Causation and Responsibility in Moral Philosophy and Law

Workshop at the Centre for Advanced Study in Bioethics
© Stefan Klatt

The concept of causality is not only of interest in the natural sciences, but also plays a central role in the attribution of responsibility in law and ethics. A workshop on 19 and 20 April will be focusing on the manifold and complex issues arising in this context.

The workshop takes place at the Centre for Advanced Study in Bioethics / Kolleg-Forschergruppe "Theoretische Grundfragen der Normenbegründung in Medizinethik und Biopolitik". Participation is free, however, registration is required due to limited space. 

"Causation and Responsibility in Moral Philosophy & Law"

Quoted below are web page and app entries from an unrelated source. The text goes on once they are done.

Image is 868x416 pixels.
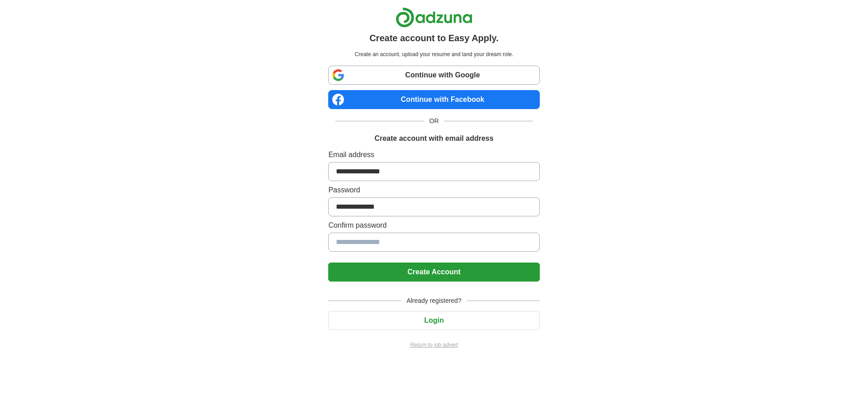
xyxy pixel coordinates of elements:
[328,90,539,109] a: Continue with Facebook
[374,133,493,144] h1: Create account with email address
[330,50,537,59] p: Create an account, upload your resume and land your dream role.
[328,66,539,85] a: Continue with Google
[328,317,539,324] a: Login
[328,311,539,329] button: Login
[401,296,467,305] span: Already registered?
[396,7,472,27] img: Adzuna logo
[328,184,539,196] label: Password
[424,116,444,126] span: OR
[328,149,539,160] label: Email address
[328,341,539,349] a: Return to job advert
[369,31,499,45] h1: Create account to Easy Apply.
[328,220,539,231] label: Confirm password
[328,262,539,281] button: Create Account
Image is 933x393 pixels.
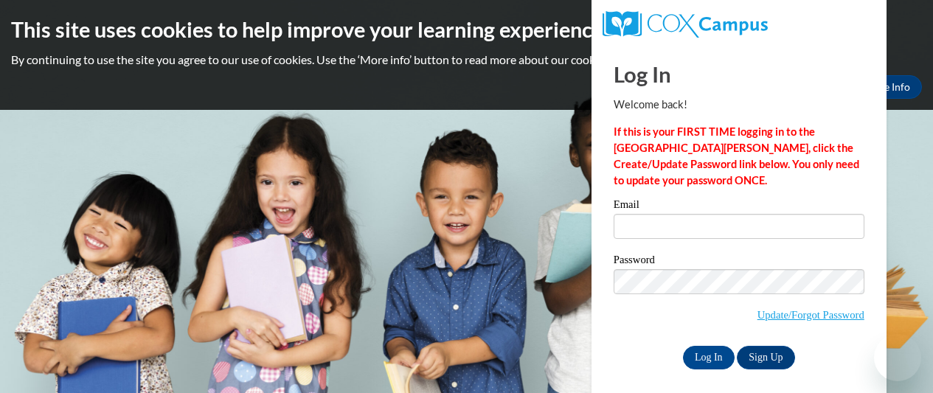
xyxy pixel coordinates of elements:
a: More Info [853,75,922,99]
h2: This site uses cookies to help improve your learning experience. [11,15,922,44]
a: Update/Forgot Password [757,309,864,321]
h1: Log In [614,59,864,89]
input: Log In [683,346,735,370]
p: By continuing to use the site you agree to our use of cookies. Use the ‘More info’ button to read... [11,52,922,68]
a: Sign Up [737,346,794,370]
label: Email [614,199,864,214]
img: COX Campus [603,11,768,38]
strong: If this is your FIRST TIME logging in to the [GEOGRAPHIC_DATA][PERSON_NAME], click the Create/Upd... [614,125,859,187]
label: Password [614,254,864,269]
iframe: Button to launch messaging window [874,334,921,381]
p: Welcome back! [614,97,864,113]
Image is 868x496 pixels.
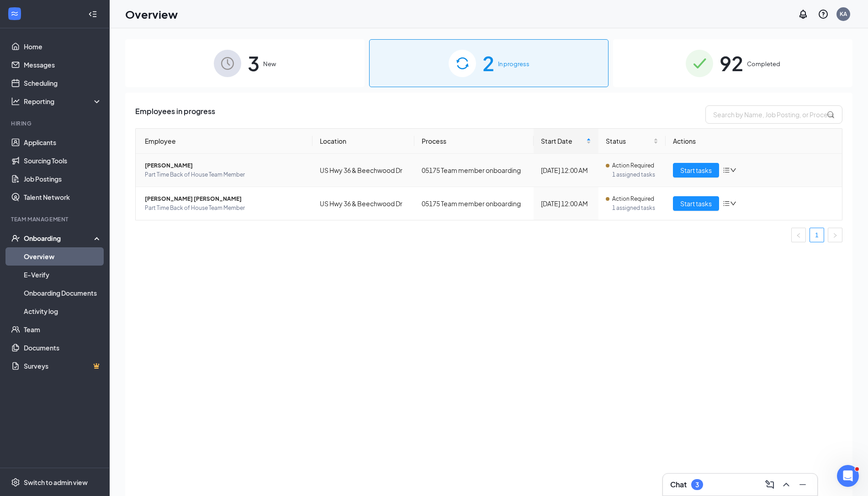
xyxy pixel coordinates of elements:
div: Hiring [11,120,100,128]
span: Employees in progress [135,106,215,124]
span: [PERSON_NAME] [145,161,305,171]
a: Scheduling [24,74,102,92]
span: [PERSON_NAME] [PERSON_NAME] [145,195,305,204]
li: Next Page [828,228,842,243]
span: Start tasks [680,166,711,176]
span: 1 assigned tasks [612,204,658,213]
span: down [730,201,736,207]
span: 1 assigned tasks [612,171,658,180]
span: 92 [719,48,743,79]
a: Team [24,320,102,338]
a: 1 [810,229,823,242]
button: ChevronUp [779,477,793,492]
svg: Collapse [88,10,97,19]
td: 05175 Team member onboarding [415,154,533,187]
div: Reporting [24,97,102,106]
svg: Minimize [797,479,808,490]
a: Documents [24,338,102,357]
svg: ChevronUp [780,479,791,490]
div: 3 [695,481,699,489]
span: Completed [747,59,780,69]
span: Part Time Back of House Team Member [145,204,305,213]
svg: ComposeMessage [764,479,775,490]
span: Action Required [612,195,654,204]
svg: WorkstreamLogo [10,9,19,18]
svg: UserCheck [11,234,20,243]
div: [DATE] 12:00 AM [540,166,591,176]
th: Location [313,129,415,154]
a: Onboarding Documents [24,283,102,302]
svg: Settings [11,478,20,487]
span: Start tasks [680,199,711,209]
a: SurveysCrown [24,357,102,375]
svg: Analysis [11,97,20,106]
a: Activity log [24,302,102,320]
span: Start Date [540,136,584,146]
a: Messages [24,56,102,74]
a: Talent Network [24,188,102,207]
span: right [832,233,838,239]
svg: QuestionInfo [817,9,828,20]
a: Applicants [24,134,102,152]
td: US Hwy 36 & Beechwood Dr [313,187,415,220]
h3: Chat [670,480,686,490]
span: Part Time Back of House Team Member [145,171,305,180]
td: US Hwy 36 & Beechwood Dr [313,154,415,187]
span: down [730,167,736,174]
button: Start tasks [673,197,719,211]
span: 3 [248,48,260,79]
th: Actions [665,129,842,154]
div: [DATE] 12:00 AM [540,199,591,209]
a: E-Verify [24,265,102,283]
button: right [828,228,842,243]
span: bars [722,167,730,174]
div: Team Management [11,216,100,224]
button: ComposeMessage [762,477,777,492]
li: 1 [809,228,824,243]
svg: Notifications [797,9,808,20]
a: Sourcing Tools [24,152,102,170]
span: In progress [497,59,529,69]
li: Previous Page [791,228,806,243]
input: Search by Name, Job Posting, or Process [705,106,842,124]
iframe: Intercom live chat [837,465,859,487]
th: Process [415,129,533,154]
span: 2 [482,48,494,79]
a: Job Postings [24,170,102,188]
td: 05175 Team member onboarding [415,187,533,220]
th: Status [598,129,665,154]
span: bars [722,200,730,208]
span: Status [605,136,651,146]
div: KA [839,10,847,18]
button: left [791,228,806,243]
span: Action Required [612,161,654,171]
button: Minimize [795,477,810,492]
button: Start tasks [673,163,719,178]
h1: Overview [125,6,178,22]
div: Switch to admin view [24,478,88,487]
a: Overview [24,248,102,265]
th: Employee [136,129,313,154]
span: left [796,233,801,239]
div: Onboarding [24,234,94,243]
span: New [263,59,276,69]
a: Home [24,37,102,56]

On the ‘standard account of individual responsibility’ attribution of responsibility both in moral philosophy and in law is based upon an epistemic condition and a causal requirement: We ask whether an agent has intentionally – or at least knowingly – caused wrongful harm. Both, control and causation, pose a number of problems, and in our practices of responsibility attributions we depart from these requirements in a number of ways. To capture cases in which an agent’s control is doubtful or deficient we might ask if the agent was coerced or if (s)he could and should have known the outcome of his or her deeds. As to the causal condition, some legal scholars contend that the requirement of so-called factual causation exhausts the causal aspect of the inquiry for outcome-responsibility. They argue that the further requirements for responsibility, namely the attribution of harm via “harm within the risks” analysis, foreseeability or remoteness of harm, the no-worse-off requirement etc. have nothing to do with causation but are purely normative value judgements. Others argue that normative considerations for the attribution of harm still evaluate the causal chain and are built upon a causal analysis. The factual or normative ‘nature’ of causation itself is at issue here.

Further questions arise with non-causal liabilities: Are there situations where individuals ought to be legally liable and such liability can only be justified on non-causal grounds?

These and other intriguing problems are to be addressed at this workshop. There will be contributions by distinguished academics and by junior researchers, by moral philosophers and by legal scholars from both the Common Law, namely Sandy Steel and Richard W. Wright, and the Civil Law traditions, i.a. Thomas Gutmann, Reinhard Merkel and Ingeborg Puppe.

Programme

Thursday, 19 April 2018
10:45 Welcome
Section I: Conditions of Responsibility
11:00 – 12:30 Coercion and Responsibility
Thomas Gutmann (Münster)
Lunch
13:30 – 15:00 Which Ability for Responsibility?
Katja Stoppenbrink (Münster)
15:30 – 17:00 Non-causal Responsibility for Outcomes
Sandy Steel (Oxford)
17:30 – 19:00 Limitations on Legal Responsibility for Wrongfully Caused Harm
Richard Wright (Chicago)
Friday, 20 April 2018
Section II: Problems of Causation in Criminal Law
9:30 – 11:00 Criminal Responsibility Among Multiple Negligent Actors and the Problem of Counterfactual Conditionals, Illustrated by the Love Parade Case
Thomas Grosse-Wilde (Bonn)
11:30 – 13:00 Causation by Double Prevention (Abbruch rettender Kausalverläufe) and by Omission
Ingeborg Puppe (Bonn)
Lunch
14:30 – 16:00 On Some Problems of Causation in Criminal Law
Reinhard Merkel (Hamburg)
16:30 – 18:00 What's Wrong with Metaphysics of Causation in the Law?